Chief judge Irfan Adil Uncu cleared Elif Shafak, who is in hospital after giving birth last weekend, because of lack of evidence shortly after the controversial trial began in Istanbul.

Shafak had faced charges over comments made by her fictional characters on the massacre of Armenians under the Ottoman Empire during World War One.

Outside the Istanbul court house riot police with shields tried to contain scuffles between dozens of protesters.

Shafak is one of a number of writers, journalists and academics pursued by nationalist prosecutors under article 301 of Turkey's penal code for allegedly insulting 'Turkishness'.

The EU, which Turkey hopes to join, has repeatedly urged Ankara to abolish article 301, saying it violates the principle of freedom of expression and thought.

The government is split over whether to scrap the article, fearing a nationalist backlash ahead of elections next year.

The hearing got off to a bad start when the plaintiffs demanded the judge remove foreigners from the court room.

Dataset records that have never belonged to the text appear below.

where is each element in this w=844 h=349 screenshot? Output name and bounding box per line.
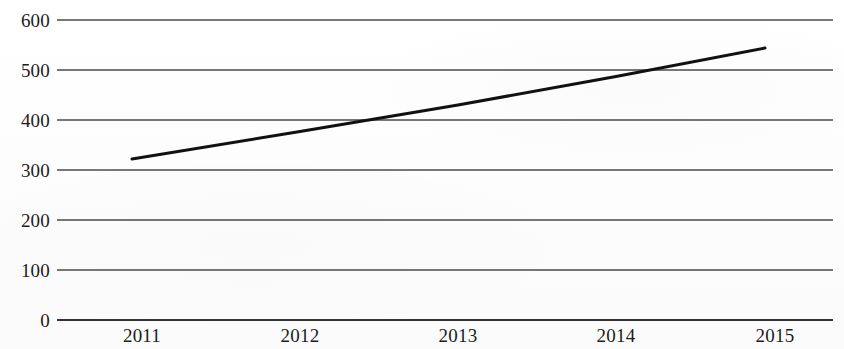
x-tick-label-2014: 2014: [571, 326, 661, 346]
x-tick-label-2012: 2012: [255, 326, 345, 346]
x-tick-label-2015: 2015: [730, 326, 820, 346]
x-axis-tick-labels: 2011 2012 2013 2014 2015: [0, 0, 844, 349]
x-tick-label-2013: 2013: [413, 326, 503, 346]
x-tick-label-2011: 2011: [97, 326, 187, 346]
line-chart-figure: 600 500 400 300 200 100 0 2011 2012 2013…: [0, 0, 844, 349]
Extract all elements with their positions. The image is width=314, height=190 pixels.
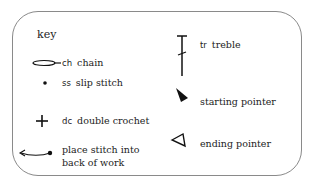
slip-stitch-label: slip stitch [76,77,123,88]
double-crochet-plus-icon [35,114,49,128]
starting-pointer-label: starting pointer [200,96,276,107]
double-crochet-label: double crochet [77,115,149,126]
treble-icon [175,34,189,78]
chain-abbr: ch [62,58,72,68]
chain-label: chain [77,57,103,68]
slip-stitch-abbr: ss [62,78,71,88]
treble-abbr: tr [200,40,207,50]
chain-oval-icon [32,58,62,68]
chain-legend: chchain [62,57,103,69]
back-of-work-line1: place stitch into [62,144,139,155]
slip-stitch-legend: ssslip stitch [62,77,123,89]
back-of-work-arrow-icon [18,148,54,160]
treble-legend: trtreble [200,39,241,51]
treble-label: treble [212,39,241,50]
starting-pointer-icon [172,86,190,104]
key-title: key [37,29,56,40]
ending-pointer-label: ending pointer [200,138,271,149]
back-of-work-line2: back of work [62,157,124,168]
double-crochet-legend: dcdouble crochet [62,115,149,127]
slip-stitch-dot-icon [42,80,48,86]
ending-pointer-icon [170,132,188,148]
double-crochet-abbr: dc [62,116,72,126]
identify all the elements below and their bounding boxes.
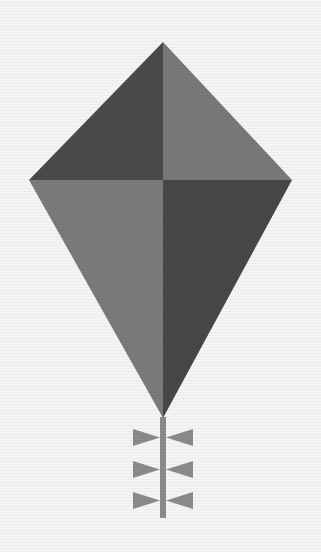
kite-tail [133,417,193,518]
kite-illustration-canvas [0,0,321,552]
tail-line [160,417,166,518]
kite-illustration-svg [0,0,321,552]
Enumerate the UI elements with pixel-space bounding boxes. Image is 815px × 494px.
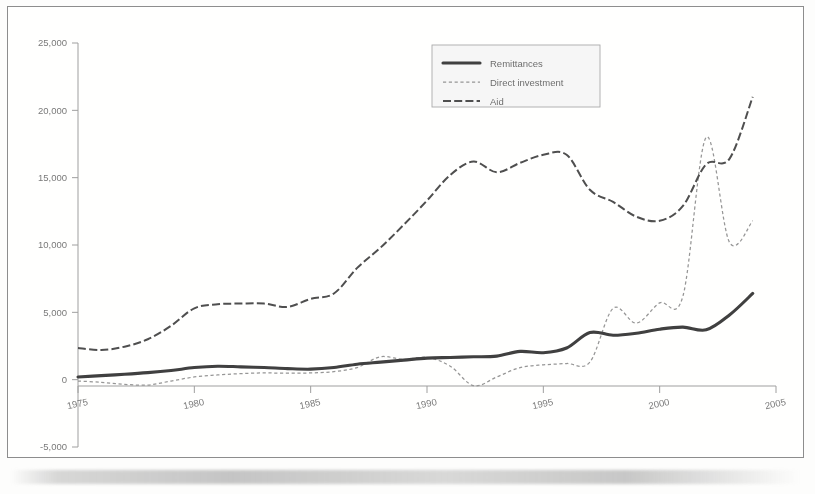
scanned-page: -5,00005,00010,00015,00020,00025,000 197…: [0, 0, 815, 494]
y-axis-ticks: [72, 43, 78, 447]
y-tick-label: 20,000: [38, 105, 67, 116]
x-tick-label: 1990: [415, 396, 438, 411]
x-axis-ticks: [78, 386, 776, 393]
figure-frame: -5,00005,00010,00015,00020,00025,000 197…: [7, 6, 804, 458]
y-tick-label: 25,000: [38, 37, 67, 48]
y-tick-label: 15,000: [38, 172, 67, 183]
chart-svg: -5,00005,00010,00015,00020,00025,000 197…: [8, 7, 805, 459]
y-tick-label: 0: [62, 374, 67, 385]
chart-legend: RemittancesDirect investmentAid: [432, 45, 600, 107]
x-tick-label: 1995: [531, 396, 554, 411]
x-tick-label: 2005: [764, 396, 787, 411]
series-line-aid: [78, 97, 753, 350]
y-tick-label: 5,000: [43, 307, 67, 318]
scan-artifact-smudge: [10, 470, 800, 484]
x-axis-tick-labels: 1975198019851990199520002005: [66, 396, 787, 411]
x-tick-label: 1980: [182, 396, 205, 411]
y-axis-tick-labels: -5,00005,00010,00015,00020,00025,000: [38, 37, 67, 452]
legend-label-2: Aid: [490, 96, 504, 107]
legend-label-1: Direct investment: [490, 77, 564, 88]
x-tick-label: 2000: [647, 396, 670, 411]
series-line-direct-investment: [78, 137, 753, 386]
data-series-group: [78, 97, 753, 386]
series-line-remittances: [78, 293, 753, 376]
y-tick-label: 10,000: [38, 239, 67, 250]
line-chart: -5,00005,00010,00015,00020,00025,000 197…: [8, 7, 805, 459]
x-tick-label: 1975: [66, 396, 89, 411]
y-tick-label: -5,000: [40, 441, 67, 452]
legend-label-0: Remittances: [490, 58, 543, 69]
x-tick-label: 1985: [298, 396, 321, 411]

''The judge was under pressure and the verdict was already clear so we withdrew from the case because of that,'' said Ahmet Ulger, one of the plaintiff lawyers.

In Shafak's best-selling novel ''The Bastard of Istanbul'', fictional Armenian characters make disparaging remarks about Turks and refer to a genocide of Armenians by Ottoman Turks.

Turkey denies claims that 1.5 million Armenians were killed in a systematic genocide. It says Christian Armenians and Muslim Turks were killed in a partisan conflict at that time.

The Muslim country's most famous novelist Orhan Pamuk went on trial earlier this year also for insulting ''Turkishness''. His case was later dropped on a technicality.